PS:The full error log is in the attachment.
Generally yes, InnoDB can often recover data in such situations. It can do it automatically if the damage is not big, or can do it upon request, controlled by innodb_force_recovery option. See MariaDB KB for a short reference on available values, or MySQL manual for a more detailed discussion.
However, there are two things that make your case more complicated.
First, according to your full log, InnoDB considers this particular corruption really bad:
InnoDB: Also the page in the doublewrite buffer is corrupt.

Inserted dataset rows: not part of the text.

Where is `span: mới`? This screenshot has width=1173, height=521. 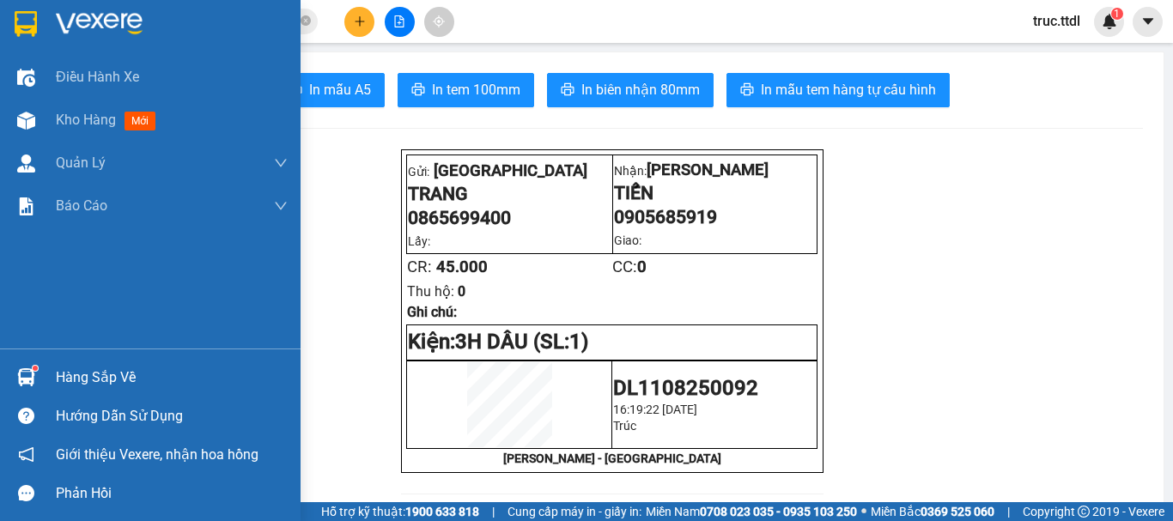
span: mới is located at coordinates (140, 121).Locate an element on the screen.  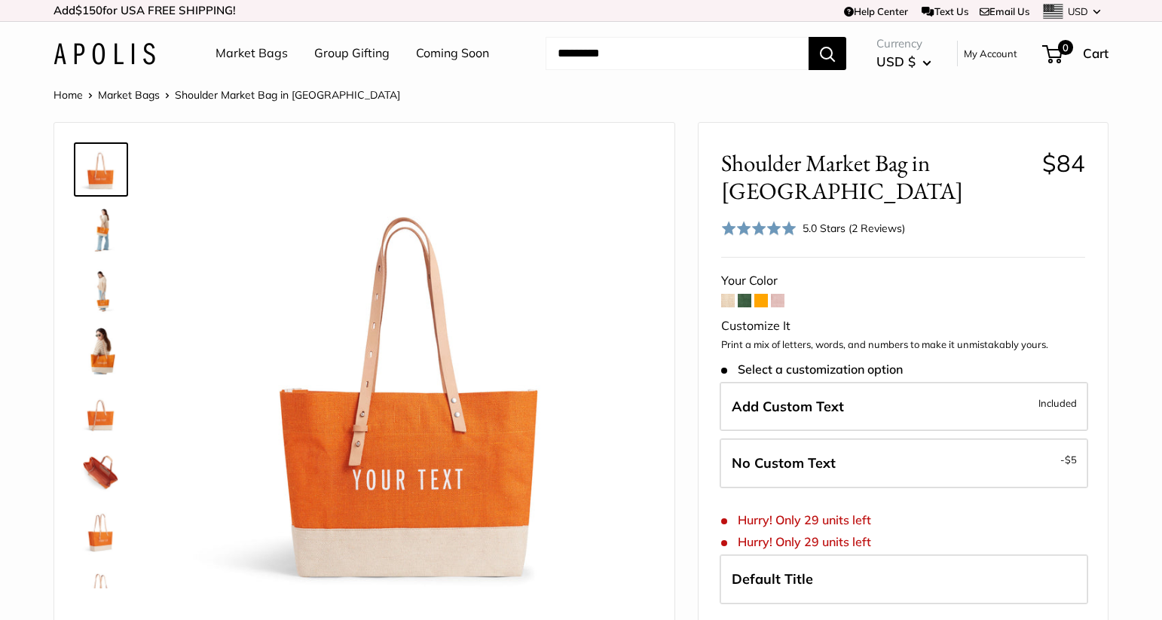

InnoDB: Cannot continue operation.
InnoDB: You can try to recover the database with the my.cnf
InnoDB: option:
InnoDB: innodb_force_recovery=6
innodb_force_recovery=6 is a really desperate measure, and if InnoDB correctly detects that it's the only option (and is not just being pessimistic), chances on binary recovery are nearly non-existent, the best you can hope for to be able to dump the data and load it into a clean server.
Secondly, there is a known upstream issue with high values of innodb_force_recovery:
MDEV-8963/MDEV-9121. It is said to be fixed in InnoDB 5.6.27, but if you are using XtraDB (which is default), it is not there yet.Nevertheless, you can try different innodb_force_recovery values to see if there is any luck with any of them.